ExtensionShield: Take Control of Your Browser Extensions
We all install browser extensions like candy. One for passwords, one for ad blocking, a couple for dev tools, and suddenly your browser is running 20+ extensions you barely remember installing. Most of them have access to your browsing data, and a few might even be silently exfiltrating it.
That's where ExtensionShield comes in. It's a lightweight tool that helps you manage, audit, and secure your browser extensions. No fluff, no cloud dependency, just a pragmatic way to see what's actually running in your browser and whether it should be.
What It Does
ExtensionShield scans your installed browser extensions and surfaces:
- A full list of every extension you have (not just the ones you see in the toolbar).
- What permissions each extension requests (e.g. "access to all websites", "read your browsing history", "modify data you copy").
- Risk indicators based on permission patterns. For example, if a simple calculator extension asks for "read and change all data on websites", that's a red flag.
- The ability to enable/disable extensions directly from the tool’s interface.
Think of it as a permission audit dashboard for your browser, right from your desktop.
Why It's Cool
- Transparency by default. Most browsers don't make it easy to see what every extension can actually do. ExtensionShield pulls back the curtain without requiring you to dig through each extension's store page.
- No server side. Everything runs locally. Your extension data never leaves your machine. If you're security conscious (and you should be), that's a big plus.
- Works with Chrome, Firefox, and Edge. One tool for multiple browsers. No need to learn three different built in managers.
- Open source and hackable. The code is on GitHub, so you can audit it yourself, submit changes, or extend it for your own needs. It’s MIT licensed.
Real talk: a friend of mine once found a "picture resizer" extension that had access to his Gmail. He didn't know until he ran ExtensionShield. That alone makes it worth a look.
How to Try It
Clone the repo, install dependencies, and run it.
git clone https://github.com/Stanzin7/ExtensionShield.git
cd ExtensionShield
# check the README for specific instructions (it's straightforward)
The GitHub repo has clear steps for setup. If you prefer a quick look before installing, the README includes screenshots of the dashboard in action.
Pro tip: Run it once, export your extension list, and then schedule a periodic check. You’ll catch new extensions that get installed silently (e.g. from a shady download or a bundle).
Final Thoughts
ExtensionShield is one of those tools that solves a real pain point without overcomplicating it. It doesn't try to be a full security suite, it just helps you know what your browser is actually doing.
For developers, this is also a nice reference if you’re building a similar tool or just want to understand browser extension permissions better. The codebase is clean and well structured.
If you use more than a handful of extensions, give it a spin. It might surprise you what’s running in the background.
Found this useful? Follow @githubprojects for more developer tools and open source gems.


#### ASSIGNED TASK
Pull every line with "strain" from the material.

※

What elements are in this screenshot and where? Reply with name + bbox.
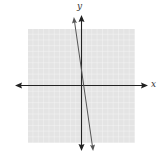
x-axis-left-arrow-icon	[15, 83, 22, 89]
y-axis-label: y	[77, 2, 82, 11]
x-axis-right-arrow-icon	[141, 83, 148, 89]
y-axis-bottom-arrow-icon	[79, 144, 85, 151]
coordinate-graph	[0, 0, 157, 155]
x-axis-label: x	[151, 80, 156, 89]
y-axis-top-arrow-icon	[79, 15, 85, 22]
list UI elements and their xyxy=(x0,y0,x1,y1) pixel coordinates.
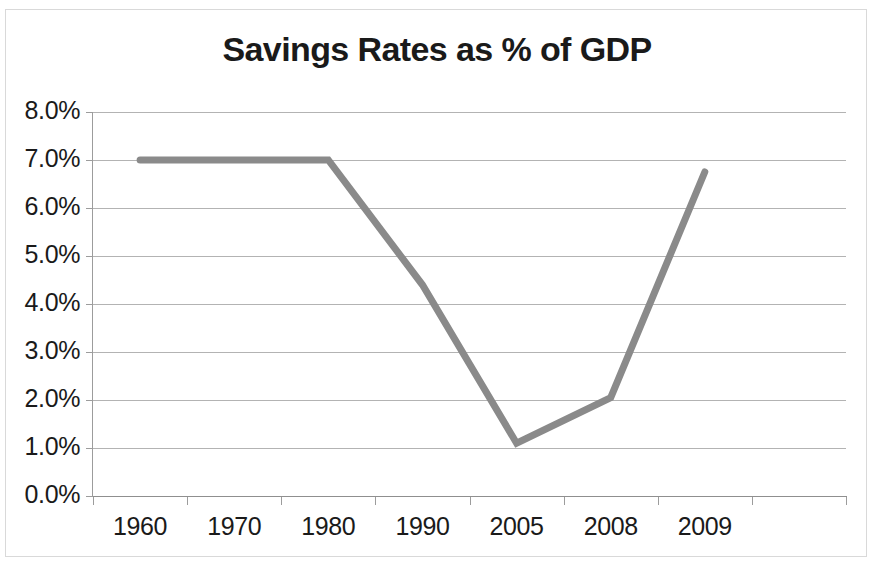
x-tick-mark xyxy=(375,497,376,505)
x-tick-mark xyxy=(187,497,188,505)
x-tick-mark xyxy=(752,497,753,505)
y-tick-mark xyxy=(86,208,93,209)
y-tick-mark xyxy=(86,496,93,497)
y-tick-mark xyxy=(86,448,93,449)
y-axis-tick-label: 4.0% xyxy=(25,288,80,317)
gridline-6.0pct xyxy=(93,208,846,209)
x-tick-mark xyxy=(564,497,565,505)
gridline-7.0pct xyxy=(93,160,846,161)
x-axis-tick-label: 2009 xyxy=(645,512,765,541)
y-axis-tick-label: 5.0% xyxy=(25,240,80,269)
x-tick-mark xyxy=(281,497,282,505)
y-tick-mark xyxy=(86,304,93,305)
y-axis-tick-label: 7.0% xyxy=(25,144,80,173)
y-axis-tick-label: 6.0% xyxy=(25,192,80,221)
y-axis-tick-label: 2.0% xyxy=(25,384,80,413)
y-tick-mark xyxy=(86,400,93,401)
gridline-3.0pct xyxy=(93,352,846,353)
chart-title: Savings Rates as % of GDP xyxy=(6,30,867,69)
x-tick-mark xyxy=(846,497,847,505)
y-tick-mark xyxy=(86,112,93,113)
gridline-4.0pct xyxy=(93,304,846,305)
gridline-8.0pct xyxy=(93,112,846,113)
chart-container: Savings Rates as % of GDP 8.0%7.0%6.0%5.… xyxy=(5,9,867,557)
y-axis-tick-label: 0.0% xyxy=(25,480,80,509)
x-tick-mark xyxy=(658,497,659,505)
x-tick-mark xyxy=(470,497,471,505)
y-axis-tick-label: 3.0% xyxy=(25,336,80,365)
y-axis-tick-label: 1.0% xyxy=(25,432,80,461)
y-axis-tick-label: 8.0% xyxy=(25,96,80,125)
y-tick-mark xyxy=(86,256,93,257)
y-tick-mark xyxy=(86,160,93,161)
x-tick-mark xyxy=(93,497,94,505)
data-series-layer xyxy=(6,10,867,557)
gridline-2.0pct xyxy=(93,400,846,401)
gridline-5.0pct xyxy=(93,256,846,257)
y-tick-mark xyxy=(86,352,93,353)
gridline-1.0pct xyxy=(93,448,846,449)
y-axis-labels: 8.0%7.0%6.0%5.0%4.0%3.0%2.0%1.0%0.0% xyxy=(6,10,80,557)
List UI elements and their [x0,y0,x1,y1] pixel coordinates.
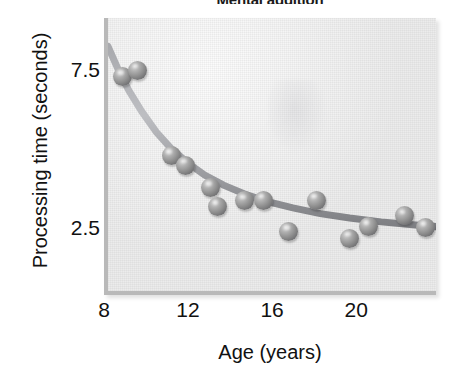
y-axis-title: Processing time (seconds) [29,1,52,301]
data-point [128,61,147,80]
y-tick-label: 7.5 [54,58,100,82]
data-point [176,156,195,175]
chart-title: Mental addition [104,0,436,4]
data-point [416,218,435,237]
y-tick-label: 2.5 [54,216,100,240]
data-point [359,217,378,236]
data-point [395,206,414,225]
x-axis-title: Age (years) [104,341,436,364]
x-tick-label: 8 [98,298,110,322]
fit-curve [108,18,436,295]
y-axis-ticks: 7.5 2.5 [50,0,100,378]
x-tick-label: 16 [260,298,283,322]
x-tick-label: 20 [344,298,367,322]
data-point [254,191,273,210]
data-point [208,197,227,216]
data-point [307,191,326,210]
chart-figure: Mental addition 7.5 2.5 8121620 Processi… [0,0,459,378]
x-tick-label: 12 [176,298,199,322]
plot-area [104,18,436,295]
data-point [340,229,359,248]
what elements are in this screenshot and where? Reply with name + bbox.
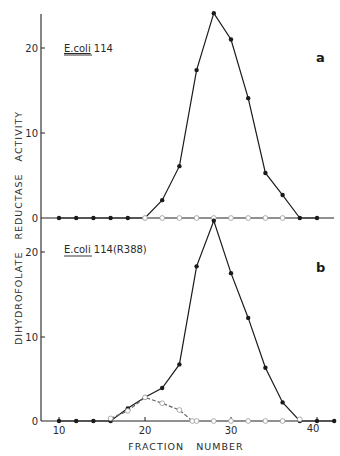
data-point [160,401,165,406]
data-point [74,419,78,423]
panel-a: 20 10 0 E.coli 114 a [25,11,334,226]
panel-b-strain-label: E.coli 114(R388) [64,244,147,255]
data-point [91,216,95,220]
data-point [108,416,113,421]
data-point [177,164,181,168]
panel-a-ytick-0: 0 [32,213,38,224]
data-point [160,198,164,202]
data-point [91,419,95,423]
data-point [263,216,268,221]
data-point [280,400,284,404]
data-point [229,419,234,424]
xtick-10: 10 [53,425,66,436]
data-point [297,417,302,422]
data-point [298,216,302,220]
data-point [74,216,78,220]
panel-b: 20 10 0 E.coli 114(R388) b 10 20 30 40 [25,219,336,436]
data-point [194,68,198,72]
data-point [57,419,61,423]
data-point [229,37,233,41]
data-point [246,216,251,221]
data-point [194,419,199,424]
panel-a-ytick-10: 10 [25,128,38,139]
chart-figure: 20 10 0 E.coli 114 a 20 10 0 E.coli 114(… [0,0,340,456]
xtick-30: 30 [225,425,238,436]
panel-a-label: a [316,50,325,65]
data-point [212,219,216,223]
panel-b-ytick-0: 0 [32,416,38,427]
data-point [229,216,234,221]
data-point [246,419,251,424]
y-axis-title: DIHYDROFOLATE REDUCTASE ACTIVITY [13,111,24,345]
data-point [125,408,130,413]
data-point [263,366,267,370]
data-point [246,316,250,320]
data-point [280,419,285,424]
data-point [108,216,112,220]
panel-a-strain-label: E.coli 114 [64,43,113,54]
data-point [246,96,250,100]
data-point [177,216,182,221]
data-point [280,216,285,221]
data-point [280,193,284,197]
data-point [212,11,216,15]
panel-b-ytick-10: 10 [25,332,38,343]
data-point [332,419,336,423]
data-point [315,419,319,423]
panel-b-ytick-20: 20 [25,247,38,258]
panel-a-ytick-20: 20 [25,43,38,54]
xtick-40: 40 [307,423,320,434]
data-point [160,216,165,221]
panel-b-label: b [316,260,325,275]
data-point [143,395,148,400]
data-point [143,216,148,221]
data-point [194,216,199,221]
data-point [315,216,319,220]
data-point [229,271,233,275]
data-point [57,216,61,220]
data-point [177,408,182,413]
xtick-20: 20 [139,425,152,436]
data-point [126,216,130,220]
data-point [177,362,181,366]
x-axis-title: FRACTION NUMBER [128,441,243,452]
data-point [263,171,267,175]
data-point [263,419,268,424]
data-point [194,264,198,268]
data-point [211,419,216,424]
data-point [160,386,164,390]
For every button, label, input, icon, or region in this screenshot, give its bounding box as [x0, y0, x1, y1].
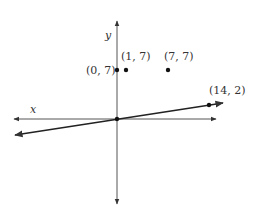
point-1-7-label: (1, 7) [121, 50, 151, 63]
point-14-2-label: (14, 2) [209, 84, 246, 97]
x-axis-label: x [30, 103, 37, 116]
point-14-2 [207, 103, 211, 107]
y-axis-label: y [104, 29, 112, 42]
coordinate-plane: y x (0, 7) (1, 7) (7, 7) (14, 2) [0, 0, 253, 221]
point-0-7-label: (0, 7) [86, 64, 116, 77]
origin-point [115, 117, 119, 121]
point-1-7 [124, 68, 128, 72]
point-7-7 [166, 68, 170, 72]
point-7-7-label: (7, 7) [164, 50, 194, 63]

※

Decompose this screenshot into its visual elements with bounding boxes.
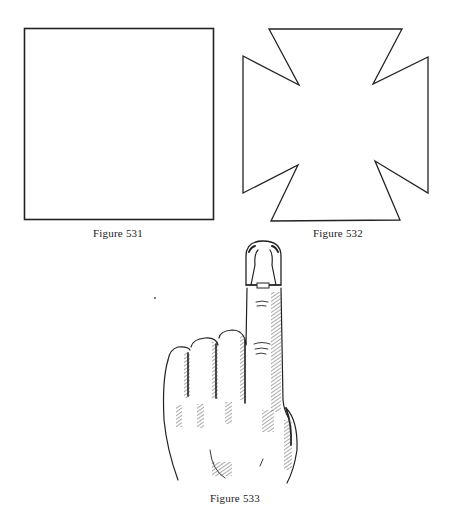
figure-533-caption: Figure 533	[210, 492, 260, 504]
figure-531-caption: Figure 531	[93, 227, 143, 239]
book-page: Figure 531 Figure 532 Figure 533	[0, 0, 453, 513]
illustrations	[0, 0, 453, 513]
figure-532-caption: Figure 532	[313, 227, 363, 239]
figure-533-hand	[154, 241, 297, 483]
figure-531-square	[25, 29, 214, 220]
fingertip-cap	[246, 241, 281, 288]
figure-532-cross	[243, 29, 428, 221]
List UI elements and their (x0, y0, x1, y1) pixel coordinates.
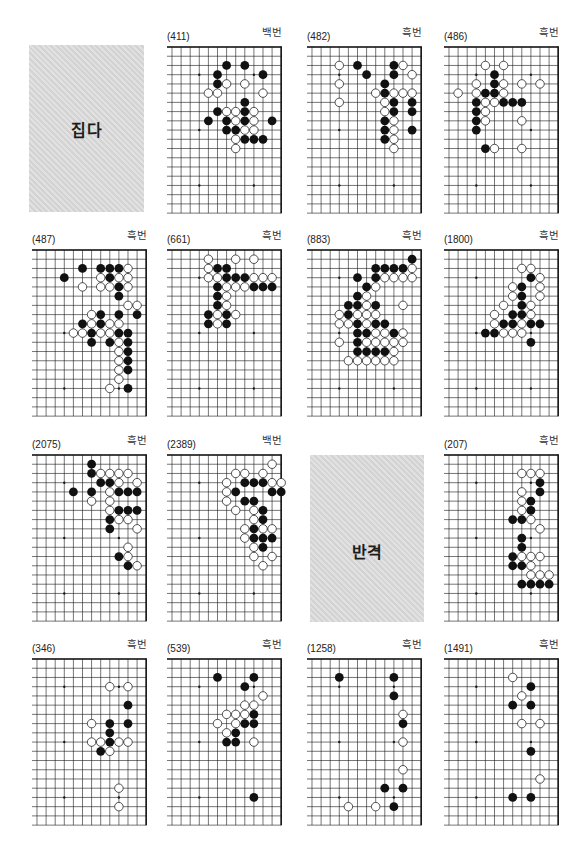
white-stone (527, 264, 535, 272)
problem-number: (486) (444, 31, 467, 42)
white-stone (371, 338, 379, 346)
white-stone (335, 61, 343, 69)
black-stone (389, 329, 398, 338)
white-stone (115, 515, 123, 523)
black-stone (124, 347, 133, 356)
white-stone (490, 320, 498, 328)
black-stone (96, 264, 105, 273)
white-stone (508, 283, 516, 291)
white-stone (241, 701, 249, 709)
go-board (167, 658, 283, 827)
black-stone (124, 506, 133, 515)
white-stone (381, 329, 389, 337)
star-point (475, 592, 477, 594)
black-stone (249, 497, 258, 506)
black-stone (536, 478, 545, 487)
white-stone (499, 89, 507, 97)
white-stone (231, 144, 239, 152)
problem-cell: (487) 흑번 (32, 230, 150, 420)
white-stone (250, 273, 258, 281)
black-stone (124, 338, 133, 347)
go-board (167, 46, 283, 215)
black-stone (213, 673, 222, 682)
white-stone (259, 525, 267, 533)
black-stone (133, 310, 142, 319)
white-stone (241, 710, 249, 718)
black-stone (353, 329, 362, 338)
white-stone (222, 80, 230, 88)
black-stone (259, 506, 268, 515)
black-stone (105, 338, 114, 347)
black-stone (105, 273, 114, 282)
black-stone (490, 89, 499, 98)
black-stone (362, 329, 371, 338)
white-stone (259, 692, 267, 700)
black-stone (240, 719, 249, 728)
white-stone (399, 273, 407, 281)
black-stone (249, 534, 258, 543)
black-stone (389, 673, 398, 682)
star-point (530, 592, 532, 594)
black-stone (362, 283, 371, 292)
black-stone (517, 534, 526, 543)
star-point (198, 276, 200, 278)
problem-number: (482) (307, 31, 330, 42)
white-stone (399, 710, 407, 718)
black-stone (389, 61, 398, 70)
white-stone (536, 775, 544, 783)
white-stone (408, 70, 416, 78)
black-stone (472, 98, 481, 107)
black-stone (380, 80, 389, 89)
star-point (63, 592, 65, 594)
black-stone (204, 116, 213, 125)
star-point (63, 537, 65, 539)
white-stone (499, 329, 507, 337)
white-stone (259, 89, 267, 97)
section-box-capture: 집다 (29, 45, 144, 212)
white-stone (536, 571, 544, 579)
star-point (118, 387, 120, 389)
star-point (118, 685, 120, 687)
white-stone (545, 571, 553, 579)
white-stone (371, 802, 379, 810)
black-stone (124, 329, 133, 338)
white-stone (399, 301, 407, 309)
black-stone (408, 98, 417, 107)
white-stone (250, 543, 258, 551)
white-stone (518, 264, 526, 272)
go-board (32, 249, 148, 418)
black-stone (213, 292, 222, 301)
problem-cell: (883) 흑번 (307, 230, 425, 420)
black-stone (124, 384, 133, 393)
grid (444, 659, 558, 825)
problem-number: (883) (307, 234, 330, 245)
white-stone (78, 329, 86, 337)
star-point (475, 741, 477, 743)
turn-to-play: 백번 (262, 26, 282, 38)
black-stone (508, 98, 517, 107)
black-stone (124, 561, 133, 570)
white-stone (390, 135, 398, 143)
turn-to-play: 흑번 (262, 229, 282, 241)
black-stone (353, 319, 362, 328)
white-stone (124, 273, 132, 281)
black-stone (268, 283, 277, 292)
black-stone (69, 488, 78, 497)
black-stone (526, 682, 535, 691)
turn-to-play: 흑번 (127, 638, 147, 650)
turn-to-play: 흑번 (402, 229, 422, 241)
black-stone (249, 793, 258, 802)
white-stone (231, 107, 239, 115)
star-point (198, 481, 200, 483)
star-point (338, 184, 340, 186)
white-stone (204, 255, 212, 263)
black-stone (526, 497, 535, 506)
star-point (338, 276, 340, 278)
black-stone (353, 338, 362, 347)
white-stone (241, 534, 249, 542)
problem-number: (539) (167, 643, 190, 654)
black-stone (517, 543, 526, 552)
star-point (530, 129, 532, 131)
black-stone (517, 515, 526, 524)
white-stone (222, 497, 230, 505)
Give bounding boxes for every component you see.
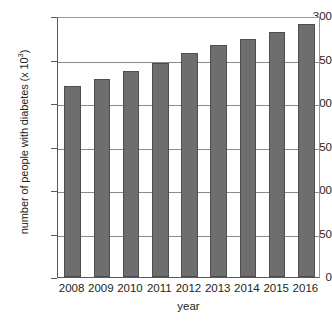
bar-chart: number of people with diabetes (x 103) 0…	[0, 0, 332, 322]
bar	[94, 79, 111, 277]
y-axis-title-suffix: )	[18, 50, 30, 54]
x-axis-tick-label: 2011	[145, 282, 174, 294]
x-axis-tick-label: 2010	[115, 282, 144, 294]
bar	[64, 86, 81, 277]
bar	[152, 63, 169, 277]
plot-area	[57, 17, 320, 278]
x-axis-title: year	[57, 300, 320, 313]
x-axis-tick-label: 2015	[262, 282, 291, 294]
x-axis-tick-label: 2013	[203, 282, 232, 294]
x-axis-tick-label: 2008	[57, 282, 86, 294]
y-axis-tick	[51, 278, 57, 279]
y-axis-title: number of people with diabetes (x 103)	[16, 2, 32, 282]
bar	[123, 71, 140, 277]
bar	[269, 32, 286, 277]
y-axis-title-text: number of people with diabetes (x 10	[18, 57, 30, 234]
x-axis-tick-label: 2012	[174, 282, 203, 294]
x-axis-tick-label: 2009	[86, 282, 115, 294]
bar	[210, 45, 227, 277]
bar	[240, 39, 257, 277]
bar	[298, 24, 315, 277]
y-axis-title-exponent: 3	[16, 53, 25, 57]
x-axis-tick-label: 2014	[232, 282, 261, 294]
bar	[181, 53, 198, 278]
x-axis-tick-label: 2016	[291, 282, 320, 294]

※

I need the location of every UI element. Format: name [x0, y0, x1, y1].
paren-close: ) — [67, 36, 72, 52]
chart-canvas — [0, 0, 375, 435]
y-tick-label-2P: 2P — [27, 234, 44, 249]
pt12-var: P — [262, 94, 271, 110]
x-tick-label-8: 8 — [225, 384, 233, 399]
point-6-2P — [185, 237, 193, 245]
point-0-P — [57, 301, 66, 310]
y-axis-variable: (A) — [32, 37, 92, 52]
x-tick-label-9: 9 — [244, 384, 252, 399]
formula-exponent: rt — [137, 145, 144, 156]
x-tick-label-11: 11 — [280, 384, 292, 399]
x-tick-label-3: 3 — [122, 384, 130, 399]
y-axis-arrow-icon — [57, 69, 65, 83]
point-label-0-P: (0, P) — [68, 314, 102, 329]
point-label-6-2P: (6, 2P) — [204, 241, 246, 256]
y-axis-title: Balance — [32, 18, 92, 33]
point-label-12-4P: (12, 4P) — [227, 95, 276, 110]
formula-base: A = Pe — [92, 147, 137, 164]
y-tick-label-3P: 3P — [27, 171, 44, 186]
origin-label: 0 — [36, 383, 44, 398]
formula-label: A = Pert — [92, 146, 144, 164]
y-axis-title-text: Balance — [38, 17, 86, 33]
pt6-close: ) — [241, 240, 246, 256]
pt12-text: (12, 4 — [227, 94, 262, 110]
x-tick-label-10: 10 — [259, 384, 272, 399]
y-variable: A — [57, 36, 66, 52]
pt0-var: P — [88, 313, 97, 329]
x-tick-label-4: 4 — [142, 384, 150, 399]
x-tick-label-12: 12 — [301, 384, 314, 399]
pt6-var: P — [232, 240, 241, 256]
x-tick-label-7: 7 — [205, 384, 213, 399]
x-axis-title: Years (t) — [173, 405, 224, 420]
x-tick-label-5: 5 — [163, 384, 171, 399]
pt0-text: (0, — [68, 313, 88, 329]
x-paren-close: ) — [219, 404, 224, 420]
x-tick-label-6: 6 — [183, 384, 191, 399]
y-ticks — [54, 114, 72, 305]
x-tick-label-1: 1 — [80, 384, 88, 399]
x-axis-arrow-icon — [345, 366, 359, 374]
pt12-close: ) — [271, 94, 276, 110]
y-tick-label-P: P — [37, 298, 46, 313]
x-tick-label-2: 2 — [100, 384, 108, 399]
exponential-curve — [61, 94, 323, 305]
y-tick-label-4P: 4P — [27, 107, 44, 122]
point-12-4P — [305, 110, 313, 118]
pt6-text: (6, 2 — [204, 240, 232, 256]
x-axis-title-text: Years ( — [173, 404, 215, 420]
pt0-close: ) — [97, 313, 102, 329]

※

#### RESULT
panel-b-strain-label: E.coli 114(R388) [64,244,147,255]
panel-a-strain-label: E.coli 114 [64,43,113,54]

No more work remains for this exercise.